BRIEF: How Pop-Up Turkey Timers Work lead image
Patrick Fitzgerald via Flickr
(Inside Science) -- What do fire sprinkler systems and pop-up turkey timers have in common? Enough, it turns out, that the first inventors of the disposable plastic sticks that now go into millions of Thanksgiving turkeys each year had their eureka moment while gazing at the ceiling.
More than 50 years ago, the California Turkey Producers Advisory Board had a problem on their hands: The timing guidelines used by many home cooks often left the poultry parched and unpalatable. Wouldn’t it be better, one board member wondered, if they could invent a gadget they could stick in the turkey to report when the bird was done?
Inspiration for the device came later, when turkey farmer and tinkerer George “Goldie” Kliewer looked at the fire sprinklers overhead. The original concept for automatic sprinklers relied on heat from a fire melting a metal alloy plug. With the plug gone, water gushed out from the pipes above.
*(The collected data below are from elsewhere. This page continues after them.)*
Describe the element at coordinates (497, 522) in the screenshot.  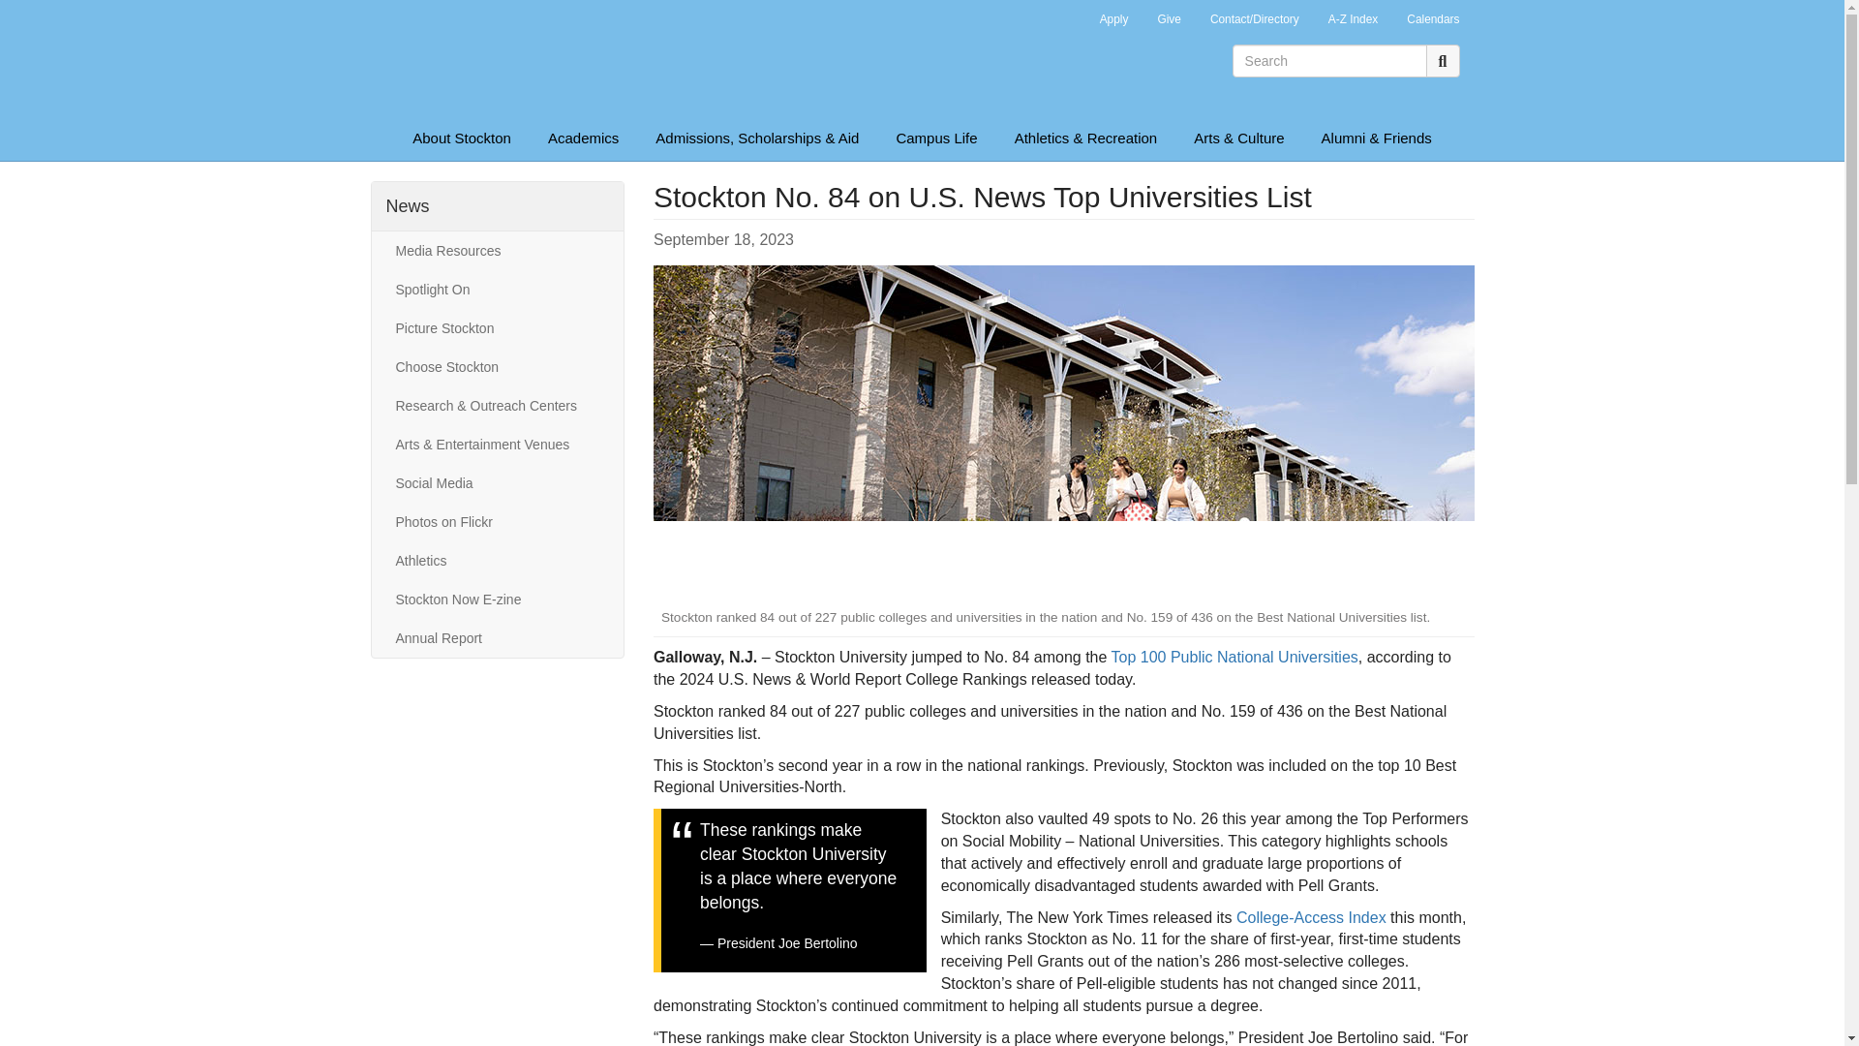
I see `Photos on Flickr` at that location.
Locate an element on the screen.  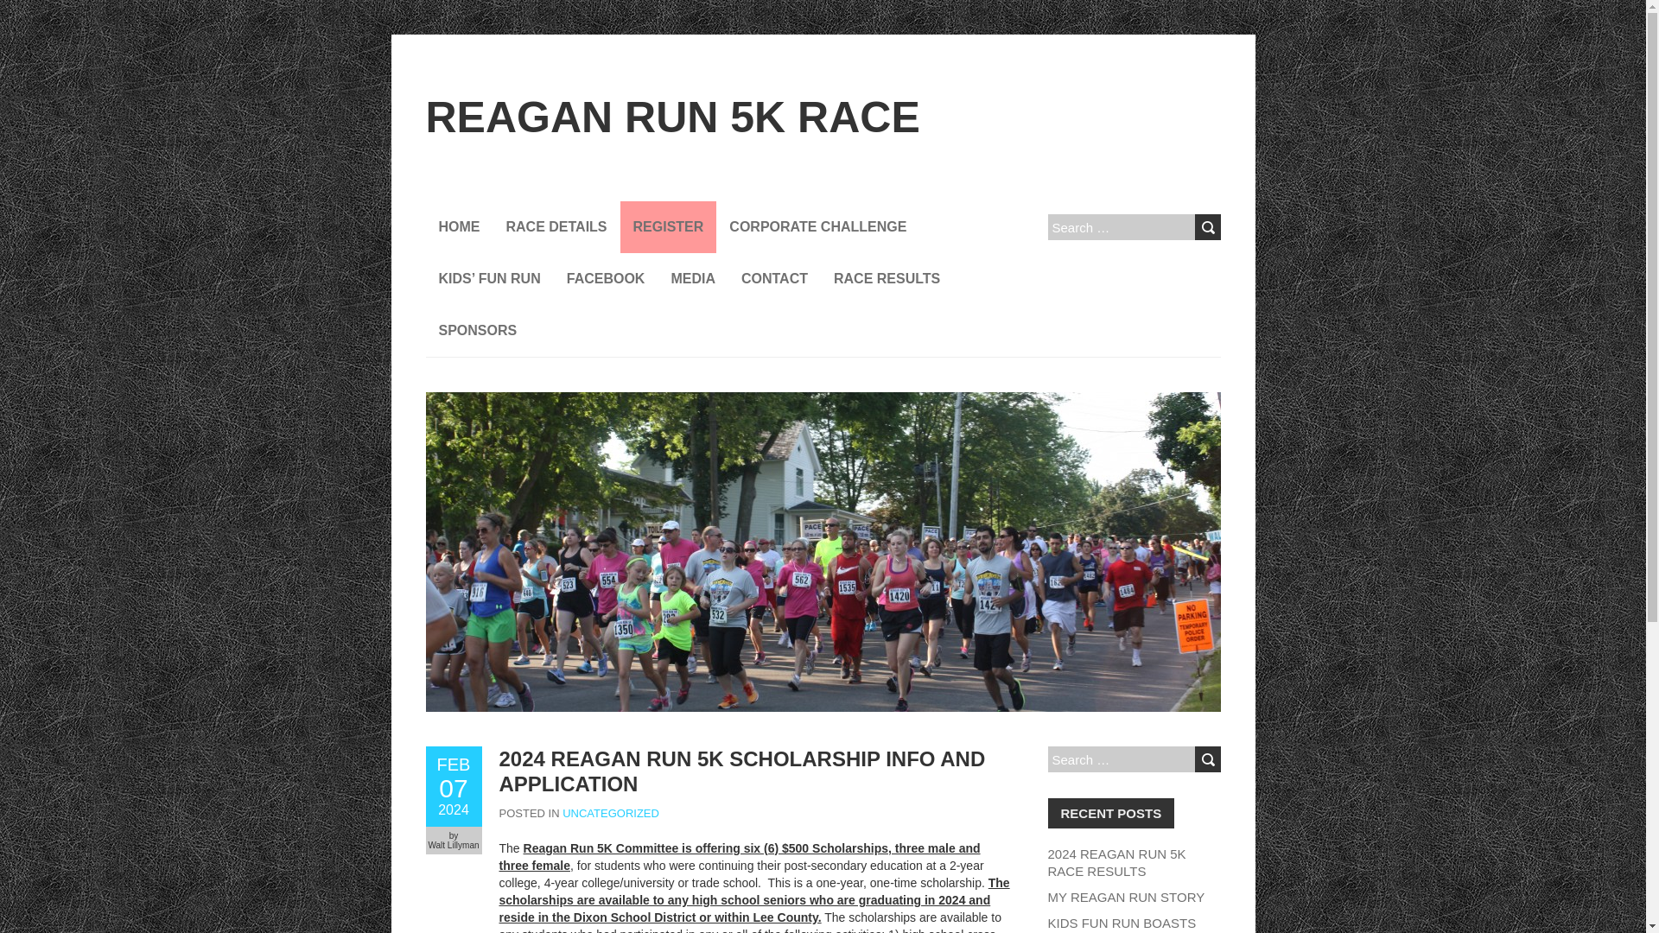
CONTACT is located at coordinates (774, 278).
Kliewer wondered if a similar principle could be used to signal when the temperature inside a turkey had reached the right level.
The group’s original design
The designs for pop-up turkey timers have changed through the years, but the basic principle endures. Kliewer and his fellow entrepreneurs in the turkey business started a company to produce and sell turkey timers. The company was eventually sold to 3M, which itself eventually sold its pop-up business to Volk Enterprises, now one of the largest producers of the devices.
Professional chefs generally sneer at pop-up timers, preferring thermometers, and Consumer Reports has warned
Still, to many amateur cooks, the device is as essential to the holiday as stuffing, parades and football.